When you read that a casino is "licensed", it is easy to picture one company holding one licence. For many international brands that picture is wrong. A single brand can operate under several licences at once, each held by a different company, with players quietly routed to whichever applies to them by location. This is not a loophole hidden in the fine print; it is the standard architecture of the modern multi-brand operator. Below we trace it on one real example, using only records that can be verified in public registers.
The case: HappySpins
Take HappySpins, one of the operators listed in this directory. Its Estonian presence is held by Damagi Marketing Solutions Ltd, a company that appears in the Estonian register with the licences HKT000060 and HKL000373. That is the part an Estonian or Finnish player can check, and it is genuine. But it is only one layer of the brand.
Around the same brand sit other companies, each carrying a different jurisdiction's licence:
| Company | Jurisdiction | Licence |
|---|---|---|
| Damagi Marketing Solutions Ltd | Estonia (EMTA) | HKT000060, HKL000373 |
| DMG Solutions B.V. | Curacao | 365/JAZ |
| CyScuti Entertainment Ltd | Kahnawake | #00876 |
| (further entity) | Anjouan | reported, not verified here |
Four jurisdictions, at least three distinct companies, one brand the player recognises. Each licence is real in its own registry, but each belongs to a separate legal person, and only one of them is Estonian.
Why operators build it this way
The structure solves a practical problem. Different markets require different licences, tax treatments and player protections, and no single licence covers the whole world. By holding several, a brand can accept players from more places. A visitor from Estonia or Finland can be served under the EEA licence, where that treatment matters to them; a visitor from a market the EEA licence does not cover can be routed to an offshore entity instead. From the outside it looks like one seamless site. Underneath, which company you are actually contracting with, and which regulator stands behind it, depends on where you are.
Why it matters to the player
The licence that protects you is the one on the exact domain and company you are actually playing with, not the most reputable one shown in marketing. This has concrete consequences:
- Your protections vary. An EEA regulator and an offshore regime do not offer the same oversight, complaint routes or player safeguards. If you were routed to the offshore entity, the Estonian licence you saw does not apply to you.
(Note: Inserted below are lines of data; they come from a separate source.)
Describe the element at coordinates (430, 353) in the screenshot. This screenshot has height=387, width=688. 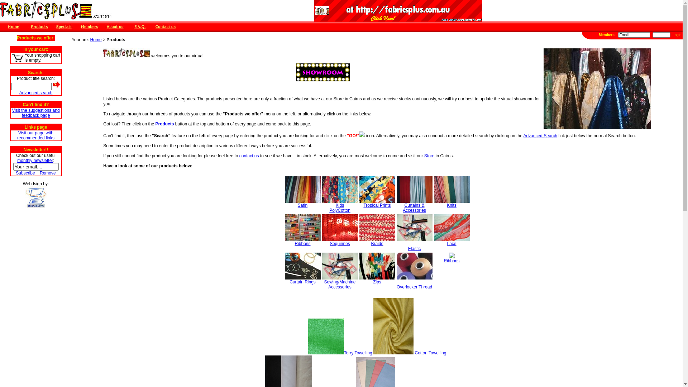
I see `Cotton Towelling` at that location.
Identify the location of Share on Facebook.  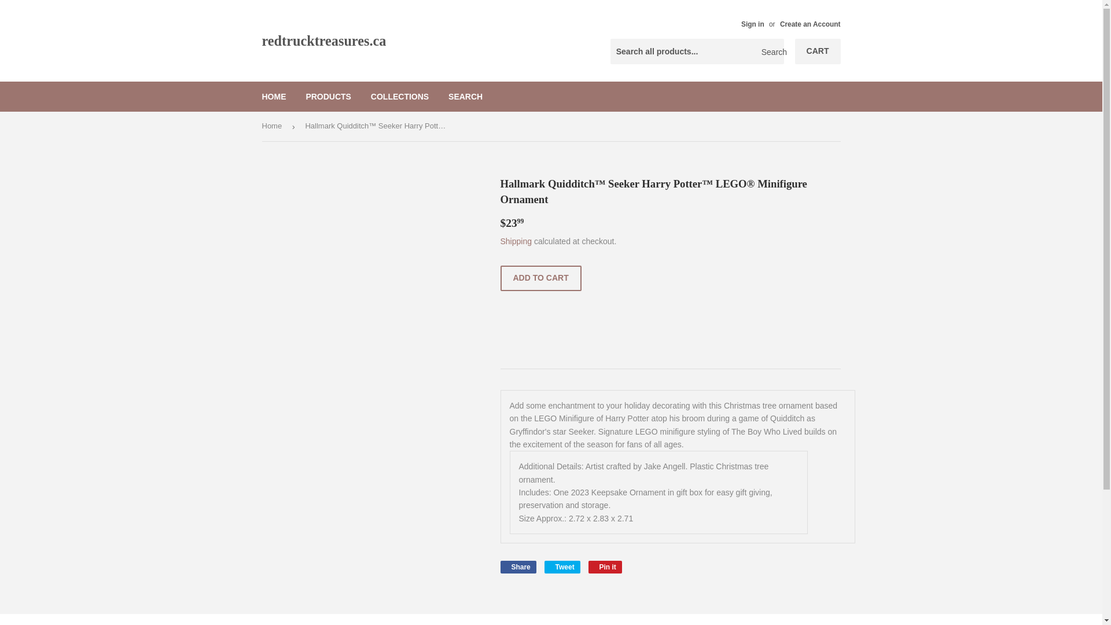
(818, 51).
- Your tax position can change. For a Finnish resident, the EEA basis of an Estonian licence can matter; a Curacao licence sits outside the EEA. Same brand, different answer, depending on which company took your deposit.
- Verification has to be domain-specific. Confirming the Estonian licence proves the Estonian company is licensed. It does not prove that the site in front of you, right now, is the Estonian one.
How to see it for yourself
You do not need inside information to map this. The method is the same one we use throughout this directory:
- Read the footer of the exact domain you are on. Note every company name and every licence number, not just the first.
- Check the Estonian HKT/HKL number in the register and confirm which legal entity holds it.
- Watch for a second, non-Estonian company named elsewhere on the site or at checkout. That is the other half of the structure.
- If the company that takes your deposit is not the one holding the licence you checked, you have found the routing.
Our step-by-step verification guide covers each step in detail. On every casino page in this directory where a brand runs more than one licence, we list the separate entities openly, so the structure is visible before you play rather than after.
Take the HKT/HKL number from a casino footer and look it up in the register. Our step-by-step guide shows how.